NEW YORK — Get out the violin.
John Catsimatidis — the former mayoral candidate, radio host and supermarket magnate — rushed to Rudy Giuliani’s defense during a radio interview with Mayor Eric Adams on Friday, saying the former mayor had a medical procedure after making the accusation that a man who patted him on the back actually assaulted him.
“I want you to know that Mayor Giuliani was in a weak state of mind because of the fact he wasn’t breathing well,” said Catsimatidis during a call-in interview with Adams on his WABC talk show. “He’s been like that for 30 days, and on Tuesday, right after that weekend, on Tuesday, he had stents put in to bring back his oxygen count up.”
The weekend Catsimatidis was referring to is the one of June 26, when Giuliani, who served as New York City mayor for much of the 1990s, was appearing at a campaign event inside a Staten Island ShopRite with his son, Andrew, who was running for governor at the time.
During the event, one of the supermarket’s employees patted Giuliani on the back and allegedly said: “What’s up, scumbag?”
That man, Daniel Gill, was arrested and spent a night in jail after the former mayor and confidante of President Donald Trump claimed that Gill “hit me to knock me down.”
Days later, Adams called out Giuliani for the accusation, citing a video of the incident which shows clearly that the pat to the former mayor’s back involved very little force.
On Thursday, Adams said he spoke to Staten Island District Attorney Michael McMahon about the incident.
“It was unfair for a New Yorker to spend 24 hours in jail for an offense that he did not commit,” Adams said Thursday of Gill. “And I communicated that with the district attorney ... a pat on the back is not an assault.”
But on Friday, Catsimatidis suggested the force of the pat to Giuliani’s back was essentially irrelevant given his state of health.
“No matter how hard that person hit him in the back, he felt it because of his health problems,” Catsimatidis said.
In response, Adams acknowledged “that’s quite possible,” but he wouldn’t let the issue slide and stuck to the point he’s been making for more than a week now: “his articulation of what happened was far different from that video.”
“That is the issue,” he said. “To have a New Yorker who did not commit a crime and spent 24 hours in jail based on an articulation of an assault is troubling to me and that is what I wanted to make clear.”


» ABOUT THIS TASK
Look through the data below and return each line where "bounding" appears.

Dataset items:
================================

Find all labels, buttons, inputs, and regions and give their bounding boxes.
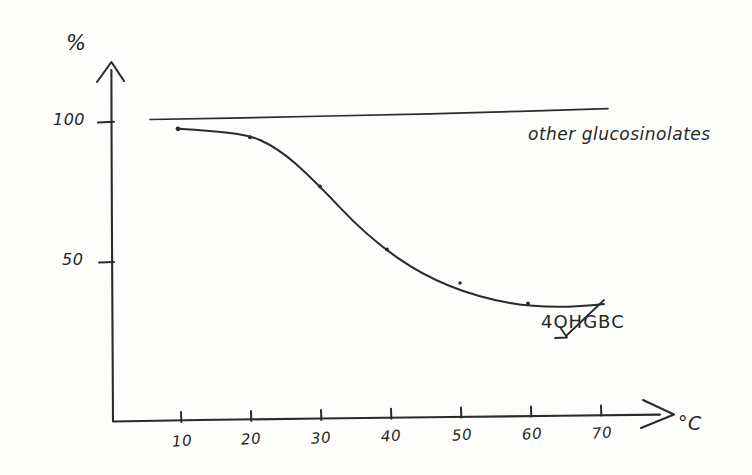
data-point-marker-30c [318, 185, 322, 189]
y-axis-label-100: 100 [53, 110, 85, 129]
data-point-marker-60c [526, 302, 530, 306]
series-line-4ohgbc [178, 129, 604, 307]
y-tick-50 [99, 262, 114, 263]
y-axis-label-50: 50 [62, 250, 83, 269]
series-annotation-other-glucosinolates: other glucosinolates [528, 124, 711, 144]
series-line-other-glucosinolates [150, 109, 608, 120]
y-tick-100 [98, 122, 114, 123]
x-axis-label-70: 70 [591, 423, 612, 442]
data-point-marker-40c [385, 248, 389, 252]
series-annotation-4ohgbc: 4OHGBC [541, 311, 625, 332]
x-axis-line [113, 415, 660, 422]
y-axis-title: % [66, 31, 86, 55]
x-axis-label-60: 60 [521, 424, 542, 443]
x-axis-label-50: 50 [451, 425, 472, 444]
data-point-marker-20c [248, 135, 252, 139]
data-point-marker-50c [458, 281, 462, 285]
x-axis-label-30: 30 [310, 428, 331, 447]
data-point-marker-10c [176, 126, 181, 131]
x-axis-title: °C [678, 412, 702, 434]
x-axis-label-20: 20 [240, 429, 261, 448]
x-axis-label-10: 10 [171, 431, 192, 450]
x-axis-label-40: 40 [380, 426, 401, 445]
hand-drawn-chart-figure: % °C 100 50 10 20 30 40 50 60 70 other g… [0, 0, 752, 475]
chart-canvas [0, 0, 752, 475]
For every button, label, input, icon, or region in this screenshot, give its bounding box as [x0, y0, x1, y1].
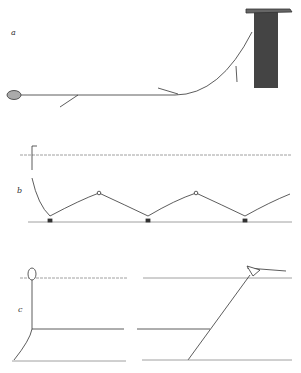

================================

» TASK SOLUTION
Find all labels, buttons, inputs, and regions and give their bounding boxes.
For every button, label, input, icon, or region in this screenshot, give its bounding box as [x0, y0, x1, y1].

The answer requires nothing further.